For the second consecutive year, The Business Council has helped New York's business community effectively reduce its own taxes by pre-paying unemployment insurance (UI) taxes.

Because businesses pre-paid more than $62 million in UI taxes in December, UI taxes on all employers in the state will be reduced by some $210 million in 1999, said Business Council President Daniel B. Walsh.

The new tax cut comes one year after the first such effort, which The Business Council conceived and dubbed "Operation Pre-Pay." That Business Council initiative resulted in a $420 million reduction in New York State employers' 1998 UI taxes.

In that campaign, The Council blitzed employers around the state with phone calls, letters, and faxes urging pre-payments.

The first Operation Pre-Pay campaign was mounted after Richard Schwarz, The Council's tax specialist, calculated that early payments of UI taxes in 1998 would push the state's UI trust fund above $930 million, automatically triggering a reduction in UI tax rates.

The December 1998 initiative resulted in UI pre-payments of $62 million, about $5 million more than was needed to trigger a tax rate reduction of up to 0.4 percent.

As a result, approximately 80 percent of all New York state employers will see 1999 rate reductions of 0.4 percent, saving them $34 per employee in 1999 compared to what they otherwise would have paid, Schwarz said.

All other employers-those with the three best experience ratings-will have their rates reduced by 0.3, 0.2, and 0.1 percent, saving $25.50, $17, and $8.50 per employee, Schwarz said.

However, these employers with the best experience ratings will save another $45.50 per employee as a result of the new financing law enacted in June 1998. That law, which The Business Council helped negotiate, was specifically intended to reward employers with good experience ratings.

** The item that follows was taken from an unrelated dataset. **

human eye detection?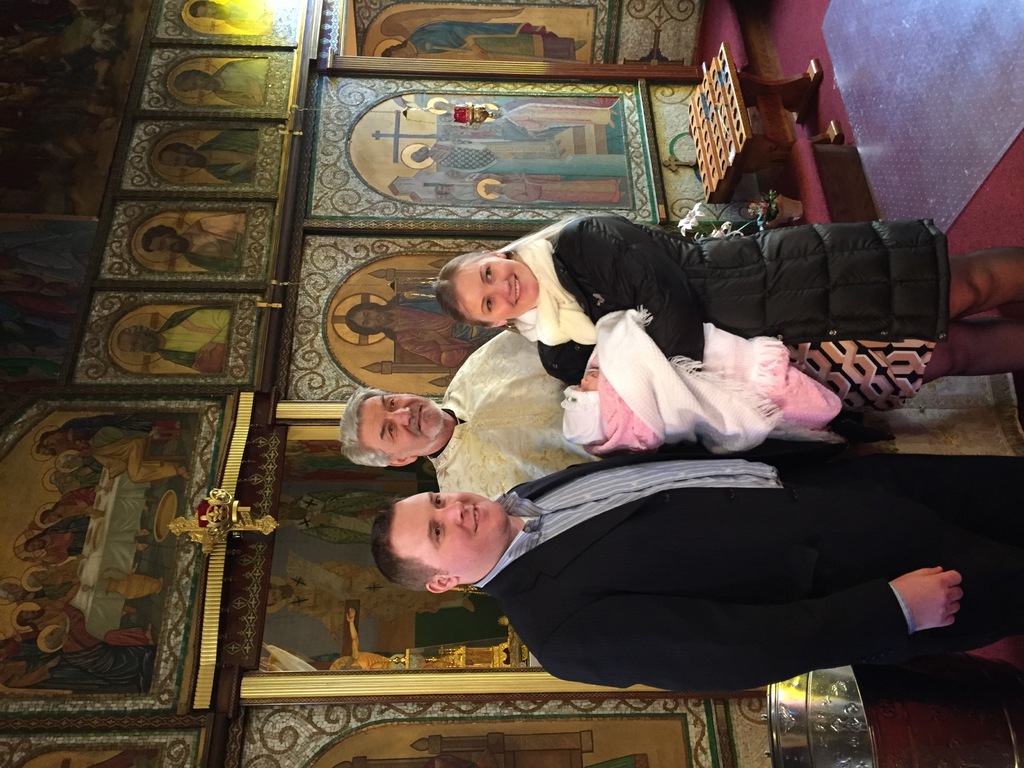
detection(484, 262, 495, 284)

Employers' savings from that law have been estimated in the hundreds of millions of dollars.

In addition, employers saved as much as $63 per employee last year as a result of the initial Operation Pre-Pay effort.

As a result of that effort, employers pre-paid $171.2 million to 2,506 employer accounts over a six-week period.

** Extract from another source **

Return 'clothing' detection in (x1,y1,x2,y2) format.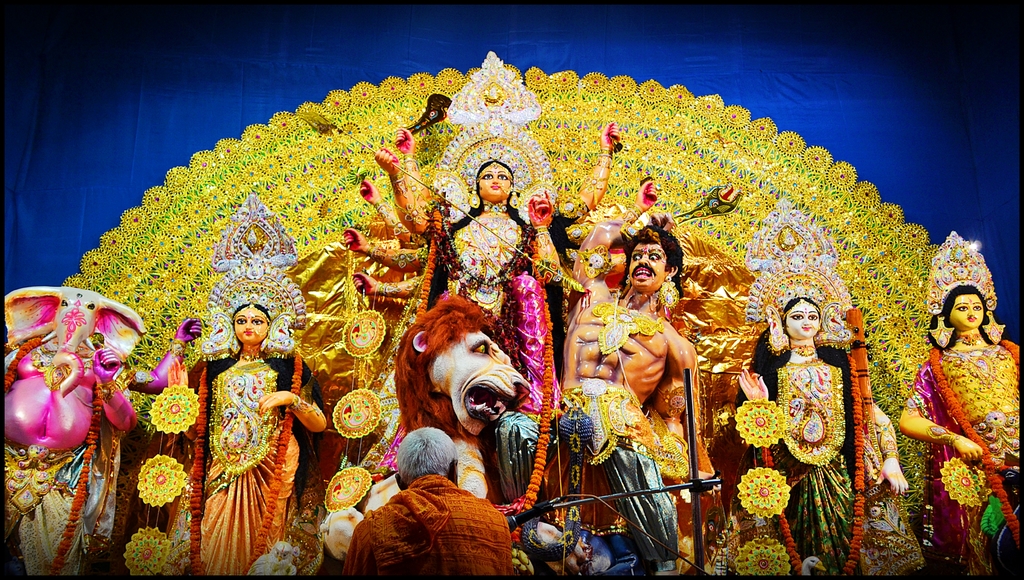
(0,439,87,579).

In last month's pre-payment effort, 56 employers made pre-payments to 121 separate employer accounts after a hectic three-week period in December when employers that could make sufficient pre-payments were identified and urged to pre-pay, Schwarz said.

The state Department of Labor is expected to mail information on 1999 UI tax rates to employers between February 16 and March 9.

An employer's 1999 UI tax rate is determined by three factors: the balance of the Unemployment Compensation Trust Fund on December 31, 1998; the employer's own experience with employment in previous years; and the new financing law passed by the Legislature last June.